Simulation lab provides health-care collaboration in a safe setting
By Paul Marck
UBC Okanagan nursing and med students are training side by side for the first time.
Medical students start work in the clinical setting in their third year, and this is the first, third-year class from UBC’s Southern Medical Program to have an opportunity to work in hospitals and clinics in BC’s Interior.
Recently, students from both UBC’s Faculty of Medicine and the Okanagan School of Nursing collaborated for clinical training at the Pritchard Simulation Centre at the Clinical Academic Campus at Kelowna General Hospital. Using patient simulators for emergency treatment case scenarios, Code Blue teams were assembled to assess high-tech artificial patients suffering health crises.
The computer-programmed, life-like teaching simulator breathes, opens his eyes, speaks, groans, coughs and displays symptoms mimicking the unpredictable events that can routinely occur in a hospital emergency ward. Beeping monitors display faltering or improving life signs, depending on the patient’s medical condition.
“It is critical that team members understand their roles and how to work together,” says Dr. Cheryl Holmes, clinical associate professor and Year 3 education lead for the Southern Medical Program at Kelowna General Hospital. “Often in an emergency setting, doctors and nurses are called in to deal with life-threatening situations and they may not even have met one another, let alone worked together before.”
There are instant decisions to be made about treatments and medications, with team members relying on each other’s expertise and quick assessments of the patient’s condition.
“There are simple and important routines for members of the team so everybody is aware of what’s going on,” says Holmes, a physician for 30 years. “For instance, they need to look each other in the eye while explaining what they are doing, not just assume that everybody in the room has heard and understands.”
Students have high praise for the joint exercise, recognizing that doctors and nurses have a wealth of vital expertise to share.
“This is a safe way to do this kind of work, so that we’re not coming together for the first time in a live situation,” says medical student Donovan Duncan. “The collaborative nature shows doctors and nurses, each profession with their own host of skills, allowing us to rethink how we approach problems so we can provide the best patient assessment and care.”
Medical student Julie Schneidermann says the exercise is practical. “We get a lot more experience working this way. You get a good sense of each other’s role.”
School of Nursing instructor and laboratory and simulation coordinator Jasmine Clark says the exercise has immediate gains for students.
“To have the nursing and medical students work together makes perfect sense in a simulated environment before they’re out doing the real thing,” says Clark.
Fourth-year nursing students say the value of teamwork cannot be underestimated.
Bobbi Bennett says working with student physicians provides reassurance. “When you are dealing with people for the first time in new situations it can provoke anxiety and awkward moments. If we can deal with those situations now, in school, we can better define our roles when we graduate.”
“This collaboration is really exciting,” says Christine Gregory. “It’s a great opportunity to further our health proficiencies in having experience working together.”
The two faculties expect to collaborate in other areas of joint clinical training as well.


PROBLEM DESCRIPTION: Your reply should hold only the lines from the records below where "tick" occurs.

INPUT:
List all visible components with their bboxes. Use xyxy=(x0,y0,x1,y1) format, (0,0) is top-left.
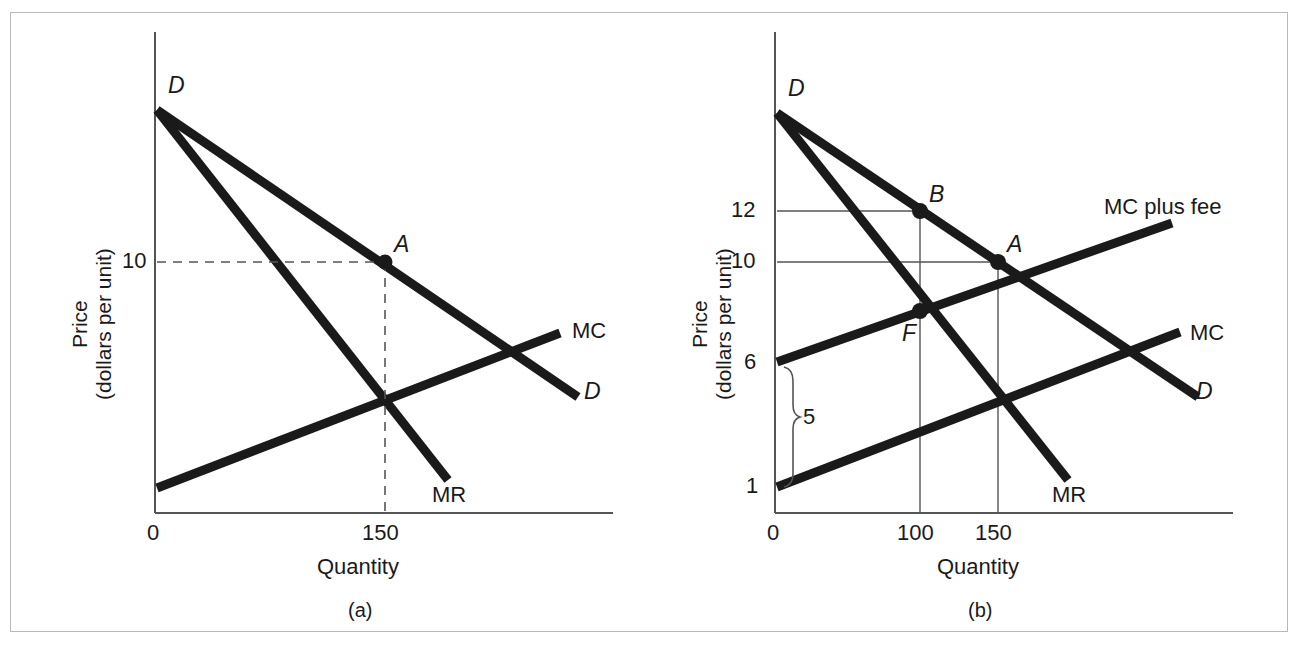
panel-b-point-f-label: F xyxy=(902,322,916,345)
panel-b-x-tick-0: 0 xyxy=(767,522,779,544)
panel-b-point-f-marker xyxy=(912,303,928,319)
panel-b-x-tick-100: 100 xyxy=(897,522,934,544)
panel-b-x-tick-150: 150 xyxy=(975,522,1012,544)
panel-b-marginal-cost-plus-fee-label: MC plus fee xyxy=(1104,196,1221,218)
panel-b-brace xyxy=(784,367,800,487)
panel-b-marginal-cost-curve xyxy=(777,332,1180,487)
panel-a-caption: (a) xyxy=(348,600,372,620)
panel-b-y-tick-12: 12 xyxy=(731,199,755,221)
panel-b-point-b-marker xyxy=(912,203,928,219)
panel-b-brace-label: 5 xyxy=(803,406,815,428)
panel-b-point-b-label: B xyxy=(929,183,944,206)
panel-b-marginal-cost-label: MC xyxy=(1190,322,1224,344)
panel-b-y-tick-10: 10 xyxy=(731,250,755,272)
panel-b-marginal-revenue-label: MR xyxy=(1052,484,1086,506)
panel-b-y-tick-6: 6 xyxy=(744,351,756,373)
panel-b-demand-end-label: D xyxy=(1196,380,1213,403)
panel-b-point-a-label: A xyxy=(1007,233,1022,256)
panel-b-demand-curve xyxy=(777,113,1198,397)
panel-b-demand-top-label: D xyxy=(788,77,805,100)
panel-b-plot xyxy=(0,0,1298,560)
panel-b-point-a-marker xyxy=(990,254,1006,270)
panel-b-y-axis-label-line1: Price xyxy=(688,300,711,348)
panel-b-marginal-revenue-curve xyxy=(777,113,1068,480)
panel-b-y-axis-label: Price (dollars per unit) xyxy=(688,214,736,434)
figure-container: Price (dollars per unit) 10 0 150 D D MC… xyxy=(0,0,1298,647)
panel-b-y-tick-1: 1 xyxy=(746,475,758,497)
panel-b-caption: (b) xyxy=(968,600,992,620)
panel-b-x-axis-label: Quantity xyxy=(937,556,1019,578)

EXERCISE ANSWER:
panel-b-x-tick-0: 0 xyxy=(767,522,779,544)
panel-b-x-tick-100: 100 xyxy=(897,522,934,544)
panel-b-x-tick-150: 150 xyxy=(975,522,1012,544)
panel-b-y-tick-12: 12 xyxy=(731,199,755,221)
panel-b-y-tick-10: 10 xyxy=(731,250,755,272)
panel-b-y-tick-6: 6 xyxy=(744,351,756,373)
panel-b-y-tick-1: 1 xyxy=(746,475,758,497)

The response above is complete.